Monday, Jul. 04, 1938

"Vital Interests"

Proudest achievement of Fuehrer Adolf Hitler's internal policies has been the Nazi solution of former republican Germany's grave unemployment problem. In 1933 there were 7,000,000 unemployed in Germany. Today--according to the Reich's figures--there are only 338,000 unemployed, only 37,000 of these employable. In 1933 there were 12,300,000 workers in Germany. In 1938 there are 20,500,000.

This remarkable unemployment reduction has been achieved by methods strongly condemned by many liberal critics: 1) Replacement of women by men in many fields of work; 2) vast armament and building programs; 3) establishment of compulsory labor camps in which every young man must serve six months before beginning two years' service in the army; 4) growth of Nazi bureaucracy needing more Government employes to handle the complexities and restrictions of German law.

Last week Germany showed that she had overplayed her unemployment solution, had actually created a labor shortage. Scheduled for immediate execution under the Four-Year Plan is the building of the Hermann Goering Iron Works, the production of cheap Volkswagen automobiles promised by Fuehrer Hitler, the rebuilding of Berlin and Munich according to the Fuhrer's ambitious schemes. To provide labor for these and other purely Government projects, Field Marshal Goering, Four-Year Plan Commissioner, decreed a sensational labor conscription law.

Beginning July 1, all "State members"--which includes Jews and other minorities--will be subjected to a draft compelling them to serve on any assigned job, commanded by the Reich Institute for Labor Placement & Unemployment Insurance. This drastic decree will be applied to all regardless of race, sex or occupation. While Nazi authorities gave only vague hints as to the true meaning of the labor draft law, they did deny that it was a war measure. To the disenfranchised, persecuted Jews the decree meant they would soon be working on Fuehrer Hitler's projects. Perhaps the best explanation was given by Commissioner Goering's newspaper Essener National Zeitung: "Private economic life cannot be allowed to carry on to the disadvantage of equally important State economy."

This week Field Marshal Goering extended even further State control over labor. He empowered labor officials to fix maximum rates of pay for work of all kinds, thus clamped down on rising labor costs.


▶ [Exercise objective] Copy the data precisely, character for character, and leave out every picture.

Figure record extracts
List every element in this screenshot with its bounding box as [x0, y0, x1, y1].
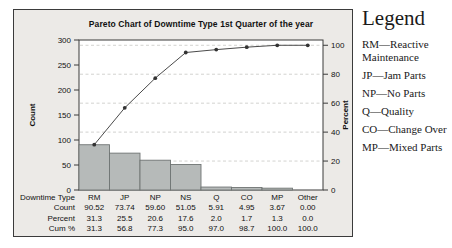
pareto-bar — [79, 145, 110, 190]
stats-cell: 0.00 — [293, 203, 324, 213]
stats-cell: 20.6 — [140, 214, 171, 224]
cumulative-marker — [275, 43, 279, 47]
stats-cell: 51.05 — [171, 203, 202, 213]
stats-cell: 5.91 — [201, 203, 232, 213]
cumulative-marker — [245, 45, 249, 49]
stats-cell: CO — [232, 193, 263, 203]
legend-panel: Legend RM—Reactive MaintenanceJP—Jam Par… — [362, 6, 452, 159]
left-axis-title: Count — [27, 65, 39, 165]
cumulative-marker — [214, 48, 218, 52]
stats-cell: 2.0 — [201, 214, 232, 224]
stats-row: Count90.5273.7459.6051.055.914.953.670.0… — [14, 203, 350, 213]
stats-cell: 59.60 — [140, 203, 171, 213]
stats-row-label: Percent — [14, 214, 79, 224]
stats-cell: JP — [110, 193, 141, 203]
right-axis-tick-label: 100 — [331, 41, 345, 50]
stats-cell: 77.3 — [140, 224, 171, 234]
stats-row: Downtime TypeRMJPNPNSQCOMPOther — [14, 193, 350, 203]
stats-cell: 100.0 — [293, 224, 324, 234]
pareto-bar — [110, 153, 141, 190]
stats-row: Percent31.325.520.617.62.01.71.30.0 — [14, 214, 350, 224]
stats-cell: 4.95 — [232, 203, 263, 213]
pareto-chart-panel: 050100150200250300020406080100 Pareto Ch… — [13, 9, 353, 237]
left-axis-tick-label: 250 — [58, 61, 72, 70]
cumulative-marker — [92, 143, 96, 147]
stats-cell: 1.7 — [232, 214, 263, 224]
legend-item: Q—Quality — [362, 105, 452, 118]
right-axis-title: Percent — [340, 65, 352, 165]
left-axis-tick-label: 300 — [58, 36, 72, 45]
pareto-figure-root: 050100150200250300020406080100 Pareto Ch… — [0, 0, 452, 248]
stats-cell: 98.7 — [232, 224, 263, 234]
legend-items: RM—Reactive MaintenanceJP—Jam PartsNP—No… — [362, 38, 452, 153]
stats-cell: 3.67 — [262, 203, 293, 213]
stats-cell: 56.8 — [110, 224, 141, 234]
pareto-bar — [262, 188, 293, 190]
legend-item: JP—Jam Parts — [362, 69, 452, 82]
pareto-bar — [140, 160, 171, 190]
stats-cell: RM — [79, 193, 110, 203]
stats-cell: 95.0 — [171, 224, 202, 234]
pareto-bar — [171, 164, 202, 190]
stats-cell: 17.6 — [171, 214, 202, 224]
legend-item: NP—No Parts — [362, 87, 452, 100]
stats-cell: 25.5 — [110, 214, 141, 224]
stats-row-label: Downtime Type — [14, 193, 79, 203]
pareto-bar — [201, 187, 232, 190]
legend-item: MP—Mixed Parts — [362, 141, 452, 154]
stats-row-label: Cum % — [14, 224, 79, 234]
cumulative-marker — [184, 51, 188, 55]
legend-item: RM—Reactive Maintenance — [362, 38, 452, 63]
left-axis-tick-label: 100 — [58, 136, 72, 145]
stats-cell: Q — [201, 193, 232, 203]
stats-cell: 1.3 — [262, 214, 293, 224]
left-axis-tick-label: 50 — [62, 161, 71, 170]
legend-item: CO—Change Over — [362, 123, 452, 136]
cumulative-marker — [306, 43, 310, 47]
cumulative-marker — [153, 76, 157, 80]
stats-cell: MP — [262, 193, 293, 203]
stats-cell: NP — [140, 193, 171, 203]
stats-cell: 31.3 — [79, 224, 110, 234]
chart-title: Pareto Chart of Downtime Type 1st Quarte… — [61, 19, 341, 29]
stats-cell: 31.3 — [79, 214, 110, 224]
stats-cell: 90.52 — [79, 203, 110, 213]
stats-row: Cum %31.356.877.395.097.098.7100.0100.0 — [14, 224, 350, 234]
stats-cell: 0.0 — [293, 214, 324, 224]
cumulative-marker — [123, 106, 127, 110]
stats-cell: 97.0 — [201, 224, 232, 234]
left-axis-tick-label: 150 — [58, 111, 72, 120]
stats-table: Downtime TypeRMJPNPNSQCOMPOtherCount90.5… — [14, 193, 350, 235]
stats-cell: Other — [293, 193, 324, 203]
pareto-bar — [232, 188, 263, 190]
stats-cell: 100.0 — [262, 224, 293, 234]
stats-cell: 73.74 — [110, 203, 141, 213]
stats-row-label: Count — [14, 203, 79, 213]
left-axis-tick-label: 200 — [58, 86, 72, 95]
legend-title: Legend — [362, 6, 452, 30]
stats-cell: NS — [171, 193, 202, 203]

▶ [Task response]
List every element in this screenshot with its bounding box as [x0, y0, x1, y1].
pareto-bar — [79, 145, 110, 190]
stats-cell: 0.00 — [293, 203, 324, 213]
stats-cell: 20.6 — [140, 214, 171, 224]
cumulative-marker — [275, 43, 279, 47]
stats-cell: 51.05 — [171, 203, 202, 213]
stats-cell: 5.91 — [201, 203, 232, 213]
cumulative-marker — [245, 45, 249, 49]
stats-cell: CO — [232, 193, 263, 203]
legend-panel: Legend RM—Reactive MaintenanceJP—Jam Par… — [362, 6, 452, 159]
left-axis-title: Count — [27, 65, 39, 165]
cumulative-marker — [214, 48, 218, 52]
stats-cell: 2.0 — [201, 214, 232, 224]
stats-row: Count90.5273.7459.6051.055.914.953.670.0… — [14, 203, 350, 213]
stats-cell: 59.60 — [140, 203, 171, 213]
stats-row-label: Percent — [14, 214, 79, 224]
stats-cell: JP — [110, 193, 141, 203]
right-axis-tick-label: 100 — [331, 41, 345, 50]
stats-cell: 77.3 — [140, 224, 171, 234]
stats-row: Downtime TypeRMJPNPNSQCOMPOther — [14, 193, 350, 203]
stats-cell: 100.0 — [293, 224, 324, 234]
pareto-bar — [110, 153, 141, 190]
stats-row: Percent31.325.520.617.62.01.71.30.0 — [14, 214, 350, 224]
stats-cell: 4.95 — [232, 203, 263, 213]
pareto-chart-panel: 050100150200250300020406080100 Pareto Ch… — [13, 9, 353, 237]
left-axis-tick-label: 250 — [58, 61, 72, 70]
cumulative-marker — [92, 143, 96, 147]
stats-cell: 1.7 — [232, 214, 263, 224]
legend-item: Q—Quality — [362, 105, 452, 118]
right-axis-title: Percent — [340, 65, 352, 165]
left-axis-tick-label: 300 — [58, 36, 72, 45]
pareto-figure-root: 050100150200250300020406080100 Pareto Ch… — [0, 0, 452, 248]
stats-cell: 98.7 — [232, 224, 263, 234]
legend-items: RM—Reactive MaintenanceJP—Jam PartsNP—No… — [362, 38, 452, 153]
stats-cell: 3.67 — [262, 203, 293, 213]
stats-cell: 56.8 — [110, 224, 141, 234]
pareto-bar — [262, 188, 293, 190]
legend-item: JP—Jam Parts — [362, 69, 452, 82]
pareto-bar — [140, 160, 171, 190]
stats-cell: RM — [79, 193, 110, 203]
stats-cell: 95.0 — [171, 224, 202, 234]
pareto-bar — [171, 164, 202, 190]
stats-cell: 17.6 — [171, 214, 202, 224]
legend-item: NP—No Parts — [362, 87, 452, 100]
stats-cell: 25.5 — [110, 214, 141, 224]
stats-row-label: Downtime Type — [14, 193, 79, 203]
pareto-bar — [201, 187, 232, 190]
legend-item: MP—Mixed Parts — [362, 141, 452, 154]
stats-row-label: Cum % — [14, 224, 79, 234]
cumulative-marker — [184, 51, 188, 55]
legend-item: RM—Reactive Maintenance — [362, 38, 452, 63]
left-axis-tick-label: 100 — [58, 136, 72, 145]
stats-cell: Q — [201, 193, 232, 203]
stats-cell: 1.3 — [262, 214, 293, 224]
left-axis-tick-label: 50 — [62, 161, 71, 170]
legend-item: CO—Change Over — [362, 123, 452, 136]
cumulative-marker — [306, 43, 310, 47]
cumulative-marker — [153, 76, 157, 80]
stats-cell: MP — [262, 193, 293, 203]
stats-cell: NP — [140, 193, 171, 203]
stats-cell: 31.3 — [79, 224, 110, 234]
chart-title: Pareto Chart of Downtime Type 1st Quarte… — [61, 19, 341, 29]
stats-cell: 31.3 — [79, 214, 110, 224]
stats-cell: 90.52 — [79, 203, 110, 213]
stats-row: Cum %31.356.877.395.097.098.7100.0100.0 — [14, 224, 350, 234]
stats-cell: 0.0 — [293, 214, 324, 224]
cumulative-marker — [123, 106, 127, 110]
stats-cell: 97.0 — [201, 224, 232, 234]
left-axis-tick-label: 150 — [58, 111, 72, 120]
stats-table: Downtime TypeRMJPNPNSQCOMPOtherCount90.5… — [14, 193, 350, 235]
stats-cell: Other — [293, 193, 324, 203]
pareto-bar — [232, 188, 263, 190]
stats-cell: 100.0 — [262, 224, 293, 234]
stats-cell: 73.74 — [110, 203, 141, 213]
stats-row-label: Count — [14, 203, 79, 213]
left-axis-tick-label: 200 — [58, 86, 72, 95]
legend-title: Legend — [362, 6, 452, 30]
stats-cell: NS — [171, 193, 202, 203]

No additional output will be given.